Exercise brief.
Which of the lines below include the word "will"? Pull each one out.

[Data extracted from a collection]
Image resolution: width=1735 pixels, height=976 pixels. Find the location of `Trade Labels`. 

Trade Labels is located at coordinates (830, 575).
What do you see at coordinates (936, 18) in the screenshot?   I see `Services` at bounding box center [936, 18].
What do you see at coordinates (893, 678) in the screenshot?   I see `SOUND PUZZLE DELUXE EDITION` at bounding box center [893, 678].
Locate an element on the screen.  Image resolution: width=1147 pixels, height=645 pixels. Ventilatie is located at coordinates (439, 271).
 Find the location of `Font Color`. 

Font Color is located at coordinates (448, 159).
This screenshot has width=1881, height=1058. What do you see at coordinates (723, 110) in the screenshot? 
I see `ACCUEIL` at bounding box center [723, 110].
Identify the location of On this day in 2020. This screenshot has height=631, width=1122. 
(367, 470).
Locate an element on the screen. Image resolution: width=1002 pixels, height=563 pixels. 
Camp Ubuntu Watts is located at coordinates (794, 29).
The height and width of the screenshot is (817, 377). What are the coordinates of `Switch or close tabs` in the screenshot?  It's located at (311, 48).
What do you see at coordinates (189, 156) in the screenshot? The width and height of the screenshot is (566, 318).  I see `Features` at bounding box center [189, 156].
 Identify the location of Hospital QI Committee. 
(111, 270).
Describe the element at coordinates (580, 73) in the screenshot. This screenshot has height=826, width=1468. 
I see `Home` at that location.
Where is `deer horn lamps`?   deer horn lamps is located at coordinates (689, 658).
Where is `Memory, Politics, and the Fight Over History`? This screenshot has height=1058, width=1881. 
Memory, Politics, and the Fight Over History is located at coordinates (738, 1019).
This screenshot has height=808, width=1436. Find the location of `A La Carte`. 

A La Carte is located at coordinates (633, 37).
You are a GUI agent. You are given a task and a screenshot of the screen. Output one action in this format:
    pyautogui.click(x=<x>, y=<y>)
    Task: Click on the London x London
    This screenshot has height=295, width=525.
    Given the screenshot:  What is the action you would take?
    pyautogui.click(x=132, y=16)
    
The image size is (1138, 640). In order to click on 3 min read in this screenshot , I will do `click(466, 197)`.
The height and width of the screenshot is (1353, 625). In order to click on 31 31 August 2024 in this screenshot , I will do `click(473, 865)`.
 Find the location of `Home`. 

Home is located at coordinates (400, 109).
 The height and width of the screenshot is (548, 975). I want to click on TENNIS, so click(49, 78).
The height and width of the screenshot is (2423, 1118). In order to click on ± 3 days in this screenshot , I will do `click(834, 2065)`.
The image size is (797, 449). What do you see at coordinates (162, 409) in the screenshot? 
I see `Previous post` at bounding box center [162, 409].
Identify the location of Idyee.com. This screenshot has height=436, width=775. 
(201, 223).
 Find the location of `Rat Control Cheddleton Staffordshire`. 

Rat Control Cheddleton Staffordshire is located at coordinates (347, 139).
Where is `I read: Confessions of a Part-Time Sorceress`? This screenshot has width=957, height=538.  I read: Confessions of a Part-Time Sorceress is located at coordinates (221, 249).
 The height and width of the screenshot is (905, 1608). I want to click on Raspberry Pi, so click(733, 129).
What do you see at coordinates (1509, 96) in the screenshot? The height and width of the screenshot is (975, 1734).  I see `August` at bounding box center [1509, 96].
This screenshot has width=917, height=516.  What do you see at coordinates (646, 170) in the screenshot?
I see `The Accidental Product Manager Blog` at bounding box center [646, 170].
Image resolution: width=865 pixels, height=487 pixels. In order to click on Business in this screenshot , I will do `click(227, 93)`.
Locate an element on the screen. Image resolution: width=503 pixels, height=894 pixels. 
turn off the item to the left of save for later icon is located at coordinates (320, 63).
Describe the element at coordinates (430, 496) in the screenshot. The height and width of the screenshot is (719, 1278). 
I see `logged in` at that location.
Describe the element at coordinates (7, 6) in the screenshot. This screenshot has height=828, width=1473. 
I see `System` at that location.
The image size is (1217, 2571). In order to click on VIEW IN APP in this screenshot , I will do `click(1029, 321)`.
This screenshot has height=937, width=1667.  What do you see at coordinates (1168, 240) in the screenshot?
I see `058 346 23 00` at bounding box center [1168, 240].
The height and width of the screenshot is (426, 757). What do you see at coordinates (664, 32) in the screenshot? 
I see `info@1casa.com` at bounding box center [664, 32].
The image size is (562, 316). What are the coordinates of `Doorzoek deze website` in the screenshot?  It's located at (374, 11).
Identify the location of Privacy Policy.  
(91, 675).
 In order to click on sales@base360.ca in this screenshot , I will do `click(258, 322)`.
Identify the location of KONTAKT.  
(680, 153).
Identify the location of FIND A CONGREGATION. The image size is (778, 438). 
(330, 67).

Exercise solution.
The image size is (1138, 640). In order to click on 3 min read in this screenshot , I will do `click(466, 197)`.
The height and width of the screenshot is (1353, 625). In order to click on 31 31 August 2024 in this screenshot , I will do `click(473, 865)`.
The height and width of the screenshot is (2423, 1118). In order to click on ± 3 days in this screenshot , I will do `click(834, 2065)`.
Image resolution: width=865 pixels, height=487 pixels. In order to click on Business in this screenshot , I will do `click(227, 93)`.
The image size is (1217, 2571). In order to click on VIEW IN APP in this screenshot , I will do `click(1029, 321)`.
 In order to click on sales@base360.ca in this screenshot , I will do `click(258, 322)`.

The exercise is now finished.